In 1976, the top 1 percent owned 20 percent of the wealth. Today that figure is 35 percent. Toss in the next 19 percent of the wealthiest and it goes to 85.5 percent, the highest concentration of wealth since 1929 and the worst distribution ratio among the G-7 industrialized nations. Conversely, 80 percent of the population owns just 14.5 percent of the wealth, half of which is equity in their homes.
Here're a few more statistics that will make you want to break into a few choruses of "The Internationale."
The nonpartisan Congressional Budget Office reports the ratio in after-tax income between the top 1 percent and the poorest 40 percent more than tripled since 1979. IRS data show the effective tax rate for the 400 wealthiest Americans, with a reported average income of $345 million, declined by nearly half -- to 16.6 percent -- since 1992, even as their inflation-adjusted pretax income grew five times larger. The ratio of CEO pay to blue collar pay rose from 42:1 in 1960 to over 500:1 today. The same ratio in Europe is 25:1.
Under the massive Reagan and Bush tax cuts inflation-adjusted income grew 27 percent between 1979 and 2006. However nearly all the gains went to the richest 20 percent while incomes of the bottom 80 percent remained stagnant, resulting in the highest income inequality in 93 years.
So what! say the cons. The rich earned their money fair and square and shouldn't be punished by oppressive taxes in order to redistribute the fruits of their labor to those unwilling to pull their weight. My, how quaintly Dickensian.

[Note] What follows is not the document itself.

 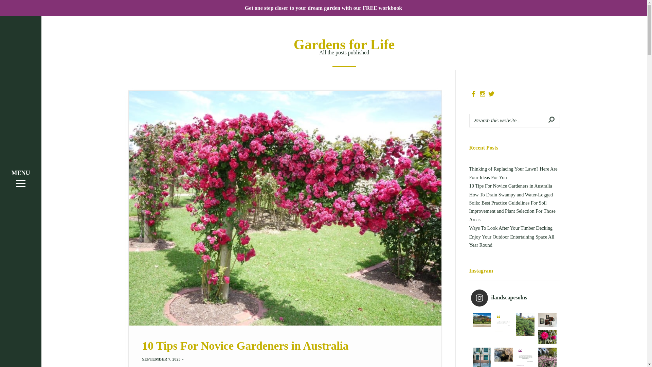 What do you see at coordinates (514, 173) in the screenshot?
I see `Thinking of Replacing Your Lawn? Here Are Four Ideas For You` at bounding box center [514, 173].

But that's just it! They didn't earn their money "fair and square." The fact is in this grovel -- I mean global -- economy, instead of the win-win economy of mid-century, the rich thrive purposely on the backs of the working and middle classes.
Is it fair, for example, to off-shore jobs, bust private sector unions, cut wages and benefits and employ political cronies to bastardize government oversight of financial institutions, minerals management, clean air and water, workplace and product safety and pension security?
Is it square to garner trillions from favorable trade rules, government subsidies, no-bid defense contracts and massive overruns, tax incentives, earmarks, bailouts, sweetheart deals to drill, mine, timber and graze on public lands and the unpaid costs of their pollution, all of which goes directly to their bottom lines?
Cons point out the richest 20 percent pay 70 percent of the taxes, but seeing as how they essentially own America, I say we raise their mortgage payments.